Michael Seidlinger

Michael Seidlinger is an Asian American author of novels, including My Pet Serial Killer, The Fun We’ve Had and The Strangest. He serves as the social media editor at Electric Literature, a producer for Publishers Weekly, and co-publisher of Civil Coping Mechanisms. You can find him on Facebook, Twitter (@mjseidlinger), and Instagram (@michaelseidlinger)

PEOPLE WATCHING by Michael Seidlinger

You aren’t alone even though it still feels that way, long gaps of nothing between discussions that seem to have everything to do with the weekend, which leads you to the assumption that tonight won’t be much. You are with someone familiar, been around, floating along with the same circle since as far back as you’re willing to remember, and you are both searching the shopping mall for the others, convinced that they had told one of you to meet them at the food court.

“Why, I have no fucking clue,” he says.

But that’s really not ever worth considering because you both enjoy people-watching, picking out the men on the prowl, the women and which ones are possible targets, the others not so much because, as he says, “Too fat… Too ugly… One word: herpes.”

You listen to him string together a situation where the men on the prowl meet the women and how it’ll end up on the nightly news, or not, but it’ll still be something that probably happens, and happens a lot. You tend to agree. The funniest part of his mostly nonsensical scenario has to do with the spread of sexually transmitted diseases. Inevitable, you think. You ask him what it would take to fuck a girl with gonorrhea but before he can answer, you change the subject, asking him, “Hungry?”

He’s like, “I could eat.”

And so you go to some fast food restaurant and both get huge burritos that neither of you have any interest in finishing. Between gorging on big bites of the burrito, you count the seconds it takes for him to swallow and then he does the same. When you watch him swallow, you think only of empty calories and stomach flab and throwing up the burrito once you’ve had enough. He watches you swallow and thinks of ejaculate.

Really?

It is what it is, what else do you want? Shall I continue?

You end up fingering the area between table and wall anxiously, digging out dark matter from previous meals, while waiting for him to hand you the flask so that you can add rum to your soda. And then you drink it down in bigger gulps than before, counting calories, anticipating when the buzz wears off so that when you stick your fingers down your throat.

He jokes and asks, “What else have you choked on?”

You laugh along, the liquor kicking in, making the washed out light of the food court blinding to your eyes. You squint, wishing you had sunglasses but that doesn’t seem like something you’d wear unless it was ironic.

He stares at the half-eaten burrito without blinking, and then leaves the table without a word. You stare at your own burrito, certain that you didn’t eat all of it.

You start counting calories. You think of the sour cream, the cheese, the beef, the brown rice, you think about how many calories are in the tortilla, but when he returns, he smells vaguely of vomit and you get hungry.

Then you lose count. Start eating his leftovers, drinking more rum than soda, and then, when it’s your turn, he goes with you in the stall.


■ **Exercise brief**: Copy the records below in full, changing no character.

Items from a figure collection
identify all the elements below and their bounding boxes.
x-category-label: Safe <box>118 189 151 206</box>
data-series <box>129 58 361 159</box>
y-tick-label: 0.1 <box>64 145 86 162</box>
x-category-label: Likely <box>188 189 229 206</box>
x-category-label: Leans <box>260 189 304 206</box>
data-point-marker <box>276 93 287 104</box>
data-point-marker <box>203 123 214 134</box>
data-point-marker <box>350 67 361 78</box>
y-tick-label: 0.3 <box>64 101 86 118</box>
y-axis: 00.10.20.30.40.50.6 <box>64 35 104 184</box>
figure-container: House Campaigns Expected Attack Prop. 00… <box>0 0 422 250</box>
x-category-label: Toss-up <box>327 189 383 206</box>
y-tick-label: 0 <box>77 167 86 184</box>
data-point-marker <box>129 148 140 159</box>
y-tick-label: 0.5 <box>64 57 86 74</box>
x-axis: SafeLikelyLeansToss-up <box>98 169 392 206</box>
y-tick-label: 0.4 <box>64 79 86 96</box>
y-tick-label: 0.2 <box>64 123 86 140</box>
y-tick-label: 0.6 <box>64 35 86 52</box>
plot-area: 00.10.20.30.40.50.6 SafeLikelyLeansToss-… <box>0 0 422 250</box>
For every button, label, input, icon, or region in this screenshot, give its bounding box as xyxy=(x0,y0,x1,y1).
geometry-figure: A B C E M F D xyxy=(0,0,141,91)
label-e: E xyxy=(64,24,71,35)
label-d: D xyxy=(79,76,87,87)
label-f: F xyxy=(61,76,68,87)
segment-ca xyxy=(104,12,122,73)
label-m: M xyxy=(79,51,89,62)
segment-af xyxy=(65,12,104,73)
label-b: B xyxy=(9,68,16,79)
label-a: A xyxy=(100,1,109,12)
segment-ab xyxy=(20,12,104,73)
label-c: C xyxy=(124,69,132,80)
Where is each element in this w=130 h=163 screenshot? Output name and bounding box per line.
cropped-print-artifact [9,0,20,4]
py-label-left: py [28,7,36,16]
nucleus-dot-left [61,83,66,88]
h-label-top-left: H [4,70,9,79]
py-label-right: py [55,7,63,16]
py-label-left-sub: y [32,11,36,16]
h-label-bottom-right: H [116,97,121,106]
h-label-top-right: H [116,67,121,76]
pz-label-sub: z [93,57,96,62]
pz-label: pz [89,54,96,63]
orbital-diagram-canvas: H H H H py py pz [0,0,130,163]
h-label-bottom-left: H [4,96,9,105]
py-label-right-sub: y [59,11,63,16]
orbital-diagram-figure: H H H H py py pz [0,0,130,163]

■ **Written reply**:
identify all the elements below and their bounding boxes.
x-category-label: Safe <box>118 189 151 206</box>
data-series <box>129 58 361 159</box>
y-tick-label: 0.1 <box>64 145 86 162</box>
x-category-label: Likely <box>188 189 229 206</box>
x-category-label: Leans <box>260 189 304 206</box>
data-point-marker <box>276 93 287 104</box>
data-point-marker <box>203 123 214 134</box>
data-point-marker <box>350 67 361 78</box>
y-tick-label: 0.3 <box>64 101 86 118</box>
y-axis: 00.10.20.30.40.50.6 <box>64 35 104 184</box>
figure-container: House Campaigns Expected Attack Prop. 00… <box>0 0 422 250</box>
x-category-label: Toss-up <box>327 189 383 206</box>
y-tick-label: 0 <box>77 167 86 184</box>
data-point-marker <box>129 148 140 159</box>
y-tick-label: 0.5 <box>64 57 86 74</box>
x-axis: SafeLikelyLeansToss-up <box>98 169 392 206</box>
y-tick-label: 0.4 <box>64 79 86 96</box>
y-tick-label: 0.2 <box>64 123 86 140</box>
y-tick-label: 0.6 <box>64 35 86 52</box>
plot-area: 00.10.20.30.40.50.6 SafeLikelyLeansToss-… <box>0 0 422 250</box>
For every button, label, input, icon, or region in this screenshot, give its bounding box as xyxy=(x0,y0,x1,y1).
geometry-figure: A B C E M F D xyxy=(0,0,141,91)
label-e: E xyxy=(64,24,71,35)
label-d: D xyxy=(79,76,87,87)
label-f: F xyxy=(61,76,68,87)
segment-ca xyxy=(104,12,122,73)
label-m: M xyxy=(79,51,89,62)
segment-af xyxy=(65,12,104,73)
label-b: B xyxy=(9,68,16,79)
label-a: A xyxy=(100,1,109,12)
segment-ab xyxy=(20,12,104,73)
label-c: C xyxy=(124,69,132,80)
Where is each element in this w=130 h=163 screenshot? Output name and bounding box per line.
cropped-print-artifact [9,0,20,4]
py-label-left: py [28,7,36,16]
nucleus-dot-left [61,83,66,88]
h-label-top-left: H [4,70,9,79]
py-label-right: py [55,7,63,16]
py-label-left-sub: y [32,11,36,16]
h-label-bottom-right: H [116,97,121,106]
h-label-top-right: H [116,67,121,76]
pz-label-sub: z [93,57,96,62]
pz-label: pz [89,54,96,63]
orbital-diagram-canvas: H H H H py py pz [0,0,130,163]
h-label-bottom-left: H [4,96,9,105]
py-label-right-sub: y [59,11,63,16]
orbital-diagram-figure: H H H H py py pz [0,0,130,163]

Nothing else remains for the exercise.